Augoeides

Wednesday, February 6, 2019

Click to Pray

In a new development that is literally about spiritual technology, last month the Roman Catholic Church launched a new smartphone app called Click to Pray. The app was covered by numerous media outlets, some of which considered it kind of silly. But as a practicing magician, I think the idea is good even if Christian theology is misguided on the idea of spells versus prayers.

Pope Francis launched an app Sunday called “Click to Pray,” which connects Catholics to a global network to share prayer intentions via their smartphones.

The pope opened the new app using an iPad during his Angelus address Jan. 20 and encouraged young Catholics, in particular, to download the smartphone app to pray the “Rosary of Peace” ahead of World Youth Day.

“Click to Pray” allows users to post prayer intentions and view other prayer requests in six languages. After posting on the social network, one can track how many Catholics around the world have prayed for their request.

The Android and iOS app includes the pope’s monthly prayer intentions, all of the mysteries of the rosary, and daily prayers for morning, afternoon, and night. In each of these sections, users can click a box to indicate that they have completed the prayer and view how many others also prayed.

This topic has come up here numerous times. Some Christians argue that the difference between spells and prayers is that prayers are devotional whereas spells are performed for some specific intent. That's actually a fair enough definition, and somebody who prays in an exclusively devotional manner might be doing mysticism but probably aren't doing magick. Theological issues pop up, though, the moment you start praying for something. That's when your prayer becomes a spell.


Magicians like me don't have any problem with spells. We do the techniques that we do to amplify the potential effects of our spiritual work. As we see it, prayer is just a less efficient form of magick that relies on an inaccurate concept of deity to get results. If we really lived in a universe where a single all-powerful deity could make any change whatsoever on a whim, it wouldn't really matter how you pray, just that you do it in such a way that it attracts paranormal attention.
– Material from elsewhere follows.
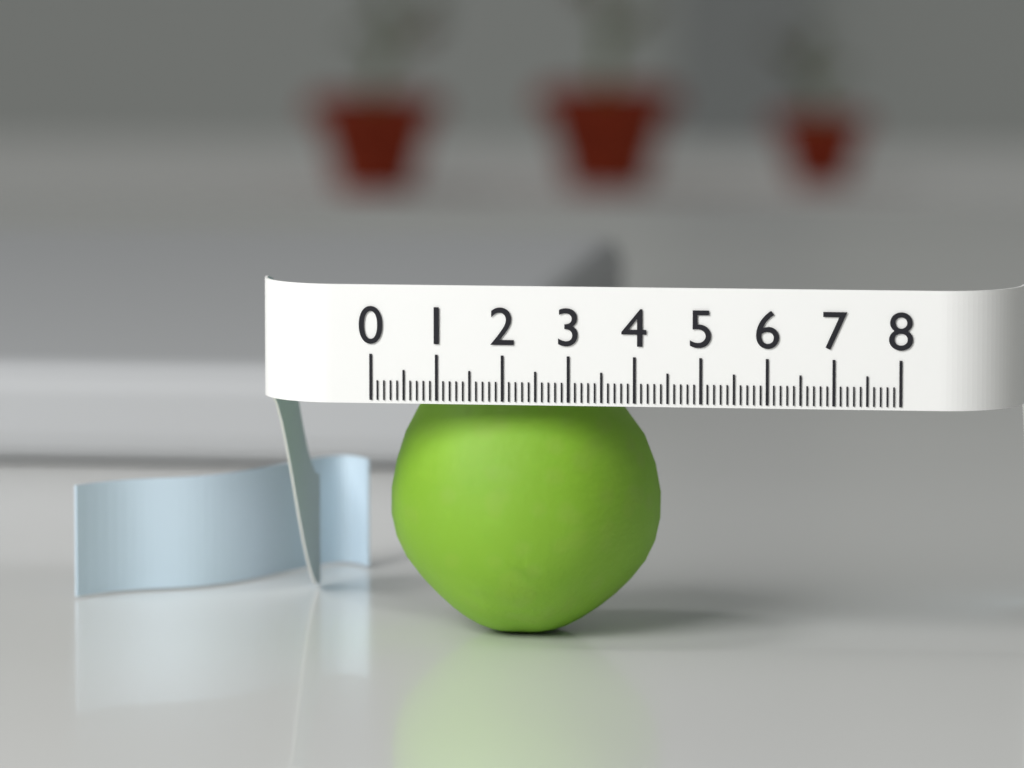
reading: 4.2 (no unit)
Since you can optimize the results of your spells, the implication is that this model is just wrong. It also implies that a model where spirits do all the work is wrong as well. Deities are forces in the universe and so are spirits. Both can help you manifest what you want up to a point, but there are limits to how far probability will bend. The physical world can't be made of thoughts, like "The Secret" will try and tell you.

Our subjective experience of the world is made of thoughts because it is an experience generated by our mind/brain in response to sensory input. But that's not tha same thing at all. If you take the "all thought" model seriously, what you are doing is mixing the planes. Microcosm (subjective exeprience) and macrocosm (the physical world) do have fundamentally different natures. Anybody who has done serious magical work can tell you that when you push the physical world, it pushes back.

Since there's not much optimization work in Christianity as far as getting prayer to produce specific effects (so spells, not just devotional work), it sounds like this app is trying to mobilize the next best thing - large numbers of practitioners focused on a small set outcomes. There are something like a billion Roman Catholics in the world, and even a small subset of them on this app might be able to produce noticeable paranormal effects. That is, if it really can bind all of those intents together successfully.

So I'll be watching to see if anything weird comes from rolling this thing out to a community of users. It's not impossible that it could work, but at the same time the real results remain to be seen.